WORK LIFE BALANCE AND THE LEADER’S ROLE.

Work Life Balance and the Leader’s Role.

Are You The Reason Your Team Members Have No Work-Life Balance?

I hear this all the time:

“I work 70 hour weeks, but I don’t expect my people to. I believe in work-life balance for them, but I can’t really do it.”

Despite every great intention, this never works. So many employees in this situation tell me that even though their 70-hour-a-week manager tells them to go home early or take a lunch break, they feel guilty if they actually do it. If leaders are serious about work-life balance, there is no other option but to model it themselves.

I would love a dollar for every time I hear this in workshops or keynotes that I run with clients around high performance. As a leader, you set the culture of your team. If that culture involves working 16 hour days, then chances are you’re the main culprit.

So your team members are left with a couple different options.

  • Stay late and feel resentful – not necessarily just because they have to work longer, but because what you say doesn’t actually match up with what you do. Or,
  • Leave early and feel a tremendous sense of guilt. Then later resentment because what you say doesn’t actually match up with what you do


The field of neuroscience has a simple answer as to why this happens: we don’t like inconsistency. And while inconsistency is unpalatable for us in many situations, few are as toxic as inconsistency between people’s feelings and their behaviour.

Observing Emotions vs Behaviour

When we try to cover up emotions – when we’re torn up inside, but we try to pretend that everything is ok, it causes a physiological stress reaction.

But there is an even more startling effect. If someone is forced to observe this inconsistency, that is, if there is a second person watching someone trying to disconnect their emotions from their behaviour, the observer gets an even greater stress response.

Now, we can interpret this in many ways, but the general message is this:

When people watch someone doing something that is at odds with what they are saying or feeling, this inconsistency causes a stress reaction and makes the observer uncomfortable.

It is no wonder that the employee who hears their manager says one thing, but then watches them do something completely different is confused about the most effective behaviours to choose.

It doesn’t matter if the boss’ intentions are wonderful – if their behaviours don’t match their explicit intention then their employees will choose to focus on the behaviour, not the words.

So get serious about work-life balance. Leave the office at a reasonable hour most days. Don’t put ‘busy’ people on a pedestal if they're just busy. And above all, don’t keep saying one thing and doing something completely different.

Is building a culture of work-life balance a struggle in your workplace? I’d love to hear about it.

** Tony Wilson is a Workplace Performance Expert. His insights into performance science and it's application in the workplace will make you re-think the way that you approach leadership, culture change, high performance and productivity. Tony has an MBA and a BSc majoring in physiology and delivers workshops and keynote presentations around the globe.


Without pictures, repeat exactly the lines from the one containing "This screenshot has height=451, width=943." through the end of the entries.

=== Begin Enclosure ===

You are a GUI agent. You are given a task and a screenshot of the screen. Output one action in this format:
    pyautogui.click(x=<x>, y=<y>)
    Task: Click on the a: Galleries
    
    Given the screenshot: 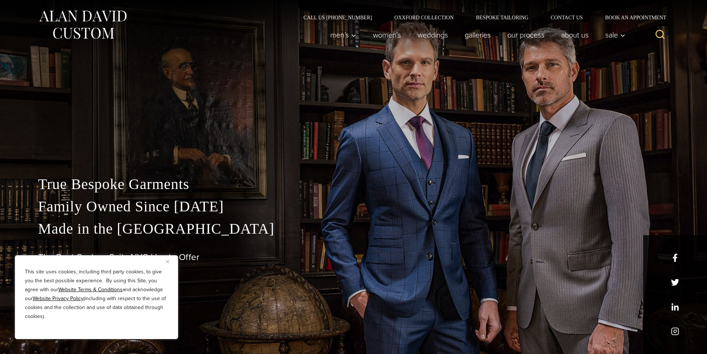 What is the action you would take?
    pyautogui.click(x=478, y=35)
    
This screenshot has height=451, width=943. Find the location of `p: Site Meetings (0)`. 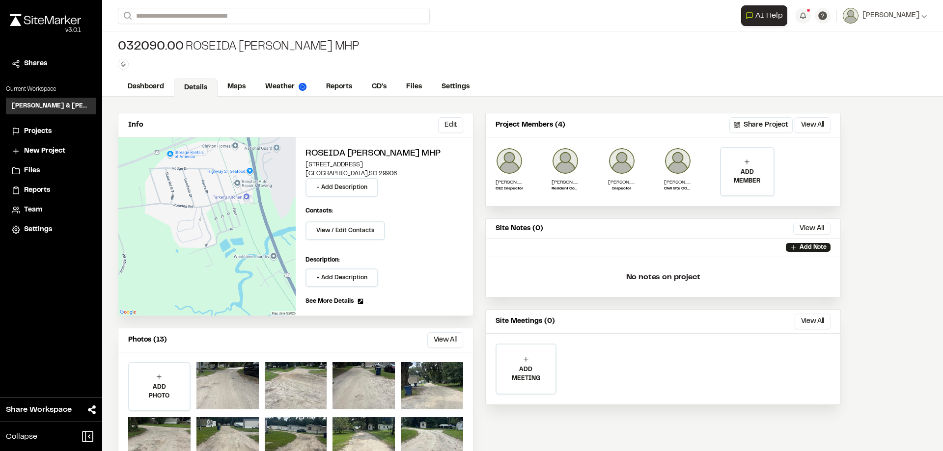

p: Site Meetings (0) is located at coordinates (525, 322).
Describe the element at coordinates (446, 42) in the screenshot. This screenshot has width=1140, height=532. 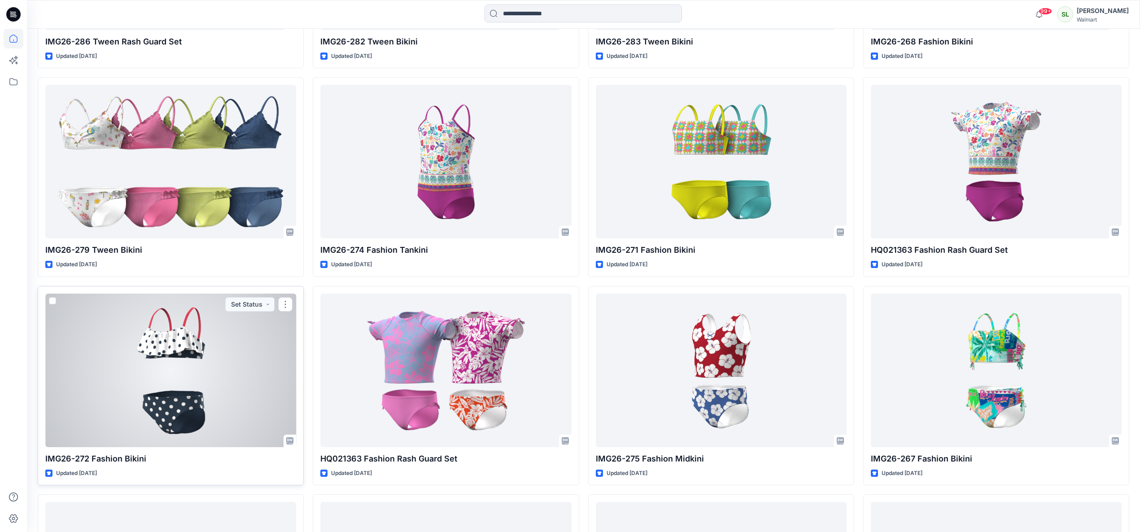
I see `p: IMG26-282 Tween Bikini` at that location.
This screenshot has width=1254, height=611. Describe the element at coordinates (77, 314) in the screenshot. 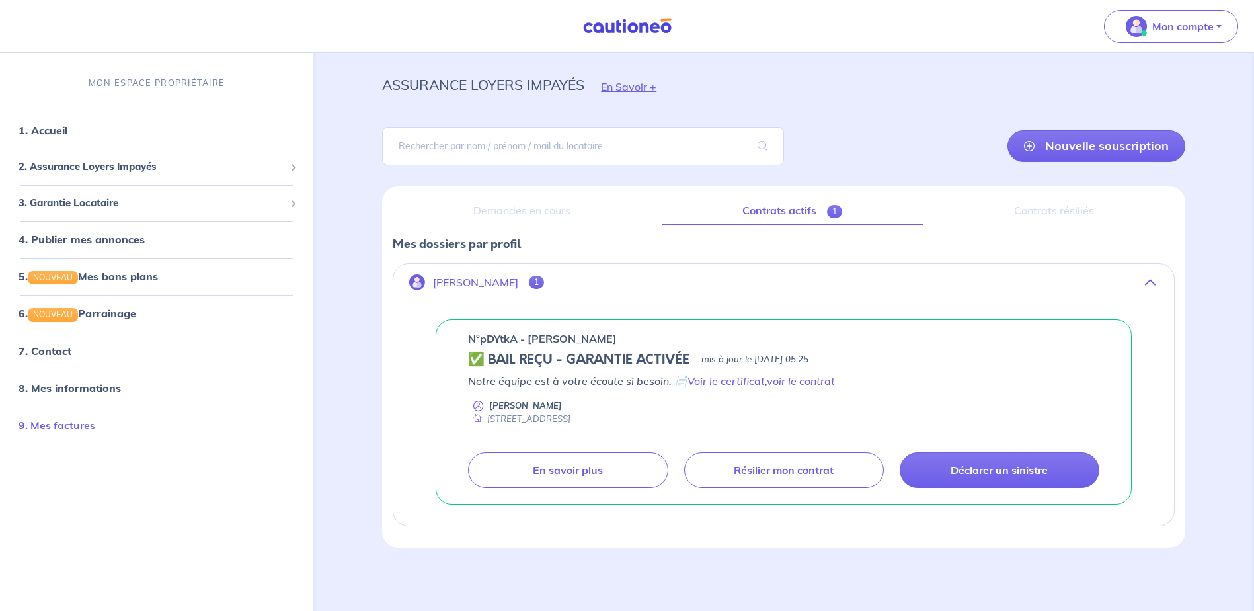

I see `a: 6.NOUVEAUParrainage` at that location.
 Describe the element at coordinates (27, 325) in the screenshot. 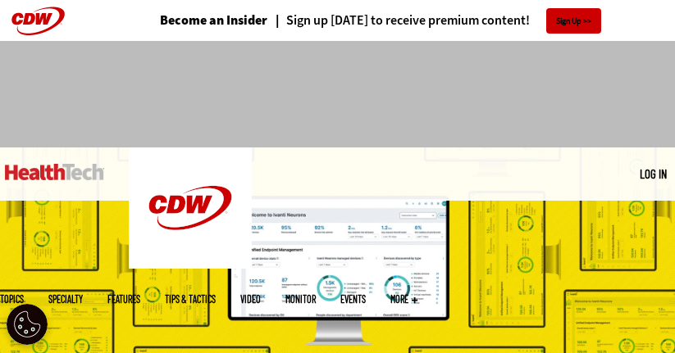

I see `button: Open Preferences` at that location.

=== End Enclosure ===

> **Response to this exercise**:
This screenshot has height=451, width=943. Find the location of `p: Site Meetings (0)`. 

p: Site Meetings (0) is located at coordinates (525, 322).
Describe the element at coordinates (446, 42) in the screenshot. This screenshot has width=1140, height=532. 
I see `p: IMG26-282 Tween Bikini` at that location.
This screenshot has width=1254, height=611. Describe the element at coordinates (77, 314) in the screenshot. 

I see `a: 6.NOUVEAUParrainage` at that location.
 Describe the element at coordinates (27, 325) in the screenshot. 

I see `button: Open Preferences` at that location.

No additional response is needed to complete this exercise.